California union still charging fees struck down by Supreme Court, UC workers claim
A UC Davis Medical Center worker is suing his union, saying AFSCME 3299 made it difficult for him to leave and is still charging him fees.
Terrance Marsh, a brain scan specialist at the Sacramento hospital, left the union in February after four months of trying, according to a legal complaint filed Tuesday with the U.S. District Court for the Eastern District of California.
Once he managed to leave, the union informed him he would have to pay a “service” fee equal to his membership dues, according to the complaint. The UC system is still collecting the fee despite his repeated efforts to stop paying it, the complaint says.
The U.S. Supreme Court ruled in its Janus vs. AFSCME decision in June 2018 that public employee unions may not charge fees to non-members, determining the involuntary fees violate workers’ First Amendment rights.
Previously, public employee unions were allowed to charge so-called fair share fees to nonmembers who benefited from contracts and workplace representation.
The Freedom Foundation, a libertarian think tank based in Washington state, filed the lawsuit on behalf of Marsh and six other plaintiffs who work in the UC system.
The foundation is supported wealthy conservative donors and has been canvassing job sites to tell workers they can leave their unions. The group has filed six other lawsuits against unions in California in the last year and a half.
AFSCME spokesman Todd Stenhouse didn’t respond to a question about the fees. In a statement, he said the union represents 26,000 of the lowest-paid employees in the UC system.
“No serious person believes that these wealthy ideological extremists are actually interested in helping the workers we represent win better pay, benefits or more job security,” Stenhouse said of the Freedom Foundation. “Instead, this lawsuit seeks only to expand power for the wealthy and undermine unions at the expense of the most vulnerable workers in our economy.”
The legal complaint describes an involved process that Marsh and the other plaintiffs faced when they tried to leave the union. Marsh had difficulty getting union representatives to return his phone calls and email.
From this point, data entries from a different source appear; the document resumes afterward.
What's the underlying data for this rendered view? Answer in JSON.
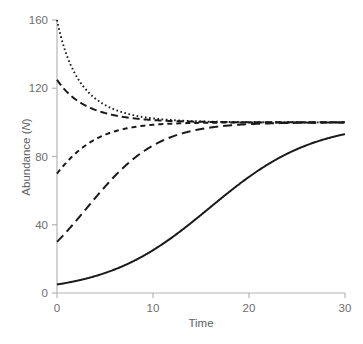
{
  "chart_data": {
    "type": "line",
    "title": "",
    "xlabel": "Time",
    "ylabel": "Abundance (N)",
    "ylabel_plain": "Abundance (",
    "ylabel_italic": "N",
    "ylabel_close": ")",
    "xlim": [
      0,
      30
    ],
    "ylim": [
      0,
      160
    ],
    "xticks": [
      0,
      10,
      20,
      30
    ],
    "yticks": [
      0,
      40,
      80,
      120,
      160
    ],
    "xtick_labels": [
      "0",
      "10",
      "20",
      "30"
    ],
    "ytick_labels": [
      "0",
      "40",
      "80",
      "120",
      "160"
    ],
    "grid": false,
    "legend": "none",
    "carrying_capacity": 100,
    "annotation": "Logistic growth curves converging to carrying capacity K = 100 from five different initial abundances",
    "series": [
      {
        "name": "N0 = 160 (dotted)",
        "linestyle": "dotted",
        "initial_value": 160,
        "final_value": 100,
        "color": "#1a1a1a",
        "x": [
          0,
          1,
          2,
          3,
          4,
          5,
          6,
          7,
          8,
          9,
          10,
          12,
          14,
          16,
          18,
          20,
          22,
          24,
          26,
          28,
          30
        ],
        "values": [
          160,
          141.5,
          128.6,
          119.7,
          113.6,
          109.4,
          106.5,
          104.5,
          103.1,
          102.1,
          101.5,
          100.7,
          100.3,
          100.15,
          100.07,
          100.03,
          100.02,
          100.01,
          100,
          100,
          100
        ]
      },
      {
        "name": "N0 = 125 (long dash)",
        "linestyle": "long-dash",
        "initial_value": 125,
        "final_value": 100,
        "color": "#1a1a1a",
        "x": [
          0,
          1,
          2,
          3,
          4,
          5,
          6,
          7,
          8,
          9,
          10,
          12,
          14,
          16,
          18,
          20,
          22,
          24,
          26,
          28,
          30
        ],
        "values": [
          125,
          118.4,
          113.5,
          109.9,
          107.3,
          105.4,
          103.9,
          102.9,
          102.1,
          101.5,
          101.1,
          100.6,
          100.3,
          100.15,
          100.08,
          100.04,
          100.02,
          100.01,
          100,
          100,
          100
        ]
      },
      {
        "name": "N0 = 70 (short dash)",
        "linestyle": "short-dash",
        "initial_value": 70,
        "final_value": 100,
        "color": "#1a1a1a",
        "x": [
          0,
          1,
          2,
          3,
          4,
          5,
          6,
          7,
          8,
          9,
          10,
          12,
          14,
          16,
          18,
          20,
          22,
          24,
          26,
          28,
          30
        ],
        "values": [
          70,
          76.8,
          82.4,
          86.8,
          90.2,
          92.7,
          94.6,
          96.0,
          97.0,
          97.8,
          98.3,
          99.1,
          99.5,
          99.7,
          99.85,
          99.92,
          99.96,
          99.98,
          99.99,
          100,
          100
        ]
      },
      {
        "name": "N0 = 30 (medium dash)",
        "linestyle": "medium-dash",
        "initial_value": 30,
        "final_value": 100,
        "color": "#1a1a1a",
        "x": [
          0,
          1,
          2,
          3,
          4,
          5,
          6,
          7,
          8,
          9,
          10,
          12,
          14,
          16,
          18,
          20,
          22,
          24,
          26,
          28,
          30
        ],
        "values": [
          30,
          35.8,
          42.2,
          48.9,
          55.7,
          62.3,
          68.4,
          73.9,
          78.7,
          82.7,
          86.1,
          91.0,
          94.2,
          96.3,
          97.7,
          98.5,
          99.1,
          99.4,
          99.6,
          99.8,
          99.9
        ]
      },
      {
        "name": "N0 = 5 (solid)",
        "linestyle": "solid",
        "initial_value": 5,
        "final_value": 96,
        "color": "#1a1a1a",
        "x": [
          0,
          1,
          2,
          3,
          4,
          5,
          6,
          7,
          8,
          9,
          10,
          12,
          14,
          16,
          18,
          20,
          22,
          24,
          26,
          28,
          30
        ],
        "values": [
          5,
          5.8,
          6.8,
          8.0,
          9.4,
          11.0,
          12.9,
          15.1,
          17.6,
          20.5,
          23.8,
          31.6,
          40.7,
          50.6,
          60.5,
          69.6,
          77.4,
          83.5,
          88.1,
          91.4,
          93.8
        ]
      }
    ]
  },
  "axes": {
    "x_axis_name": "time-axis",
    "y_axis_name": "abundance-axis"
  }
}
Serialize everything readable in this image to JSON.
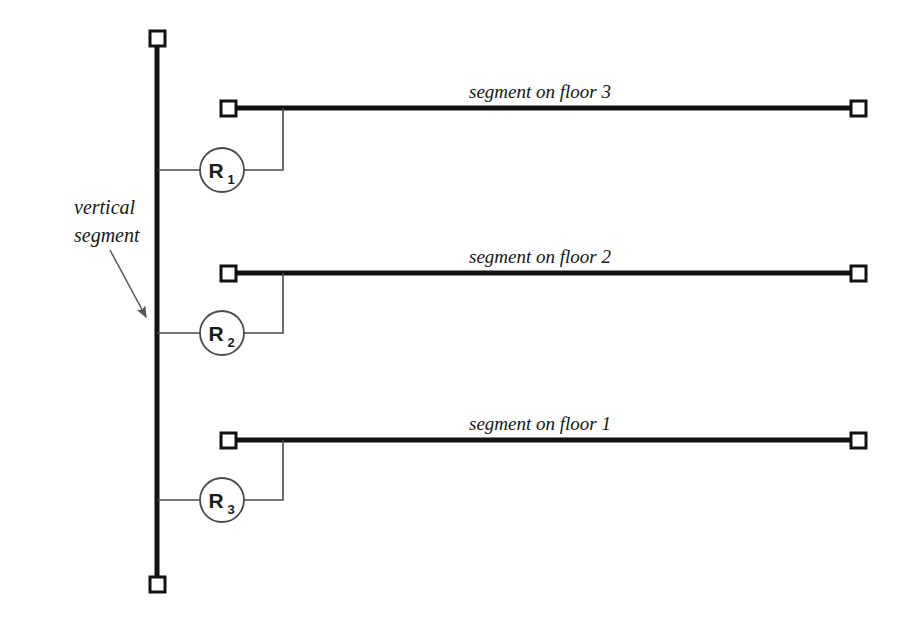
{
  "diagram": {
    "background_color": "#ffffff",
    "line_color": "#111111",
    "thin_line_color": "#4a4a4a",
    "terminator_fill": "#ffffff",
    "vertical_segment": {
      "label_line1": "vertical",
      "label_line2": "segment",
      "x": 157,
      "y_top": 38,
      "y_bottom": 585,
      "thickness": 5
    },
    "floor_segments": [
      {
        "label": "segment on floor 3",
        "y": 108,
        "x_left": 228,
        "x_right": 858,
        "riser_x": 283,
        "label_x": 540,
        "label_y": 98
      },
      {
        "label": "segment on floor 2",
        "y": 273,
        "x_left": 228,
        "x_right": 858,
        "riser_x": 283,
        "label_x": 540,
        "label_y": 263
      },
      {
        "label": "segment on floor 1",
        "y": 440,
        "x_left": 228,
        "x_right": 858,
        "riser_x": 283,
        "label_x": 540,
        "label_y": 430
      }
    ],
    "routers": [
      {
        "name": "R",
        "subscript": "1",
        "cx": 222,
        "cy": 170,
        "r": 22
      },
      {
        "name": "R",
        "subscript": "2",
        "cx": 222,
        "cy": 333,
        "r": 22
      },
      {
        "name": "R",
        "subscript": "3",
        "cx": 222,
        "cy": 500,
        "r": 22
      }
    ],
    "callout": {
      "text_line1": "vertical",
      "text_line2": "segment",
      "text_x": 74,
      "text_y1": 214,
      "text_y2": 242,
      "arrow_start_x": 110,
      "arrow_start_y": 250,
      "arrow_end_x": 149,
      "arrow_end_y": 321
    }
  }
}
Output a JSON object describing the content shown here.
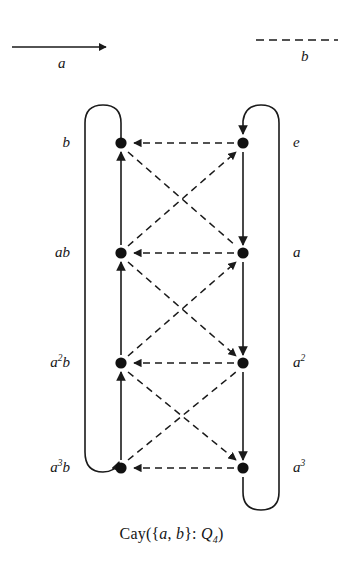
{
  "figure": {
    "caption_prefix": "Cay({",
    "caption_gen_a": "a",
    "caption_sep": ", ",
    "caption_gen_b": "b",
    "caption_mid": "}: ",
    "caption_group": "Q",
    "caption_group_sub": "4",
    "caption_suffix": ")"
  },
  "legend": {
    "items": [
      {
        "name": "a",
        "label": "a",
        "style": "solid",
        "arrow": "right",
        "description": "solid arrow generator a"
      },
      {
        "name": "b",
        "label": "b",
        "style": "dashed",
        "arrow": "none",
        "description": "dashed line generator b"
      }
    ],
    "a_label": "a",
    "b_label": "b"
  },
  "graph": {
    "name": "Cayley graph of Q4 with generators a and b",
    "left_column": {
      "labels": [
        "b",
        "ab",
        "a2b",
        "a3b"
      ],
      "display": [
        {
          "base": "b",
          "sup": ""
        },
        {
          "base": "ab",
          "sup": ""
        },
        {
          "base": "a",
          "sup": "2",
          "tail": "b"
        },
        {
          "base": "a",
          "sup": "3",
          "tail": "b"
        }
      ]
    },
    "right_column": {
      "labels": [
        "e",
        "a",
        "a2",
        "a3"
      ],
      "display": [
        {
          "base": "e",
          "sup": ""
        },
        {
          "base": "a",
          "sup": ""
        },
        {
          "base": "a",
          "sup": "2"
        },
        {
          "base": "a",
          "sup": "3"
        }
      ]
    },
    "vertex_labels_left": [
      "b",
      "ab",
      "a²b",
      "a³b"
    ],
    "vertex_labels_right": [
      "e",
      "a",
      "a²",
      "a³"
    ],
    "vertex_count": 8,
    "colors": {
      "edge": "#1a1a1a",
      "vertex": "#111111",
      "background": "#ffffff"
    }
  }
}
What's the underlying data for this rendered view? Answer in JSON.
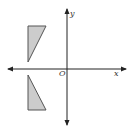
{
  "diagram": {
    "type": "coordinate-plane",
    "axes": {
      "x_label": "x",
      "y_label": "y",
      "origin_label": "O",
      "x_axis": {
        "y": 69,
        "x_start": 8,
        "x_end": 126
      },
      "y_axis": {
        "x": 67,
        "y_start": 9,
        "y_end": 125
      }
    },
    "shapes": [
      {
        "name": "upper-triangle",
        "quadrant": "II",
        "points": "28,26 46,26 28,62",
        "fill": "#cccccc",
        "stroke": "#555555"
      },
      {
        "name": "lower-triangle",
        "quadrant": "III",
        "points": "28,75 28,110 46,110",
        "fill": "#cccccc",
        "stroke": "#555555"
      }
    ],
    "colors": {
      "axis": "#222222",
      "shape_fill": "#cccccc",
      "shape_stroke": "#555555",
      "background": "#ffffff"
    }
  }
}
Finally, someone told him he had to submit his request to leave in writing within 30 days of his union’s contract expiring.
After he did that, he learned of a new process he had to go through to stop paying the fees.
That process requires workers to submit another written request, this time within a 30-day window that runs from 75 days to 45 days before the anniversary of the day the worker joined the union.
“The entire process is just very vague from start to finish,” said Freedom Foundation attorney Mariah Gondeiro.
Workers who attempted to leave met with conflicting information from union representatives, Gondeiro said.
“The union did not inform them of their rights,” she said. “And when they asked to clarify, they evaded their request or provided information that was not true.”
AFSCME was named in a similar lawsuit last year from a UC Irvine worker who wanted to leave her union but couldn’t. Parties to that lawsuit are waiting for a judge’s decision.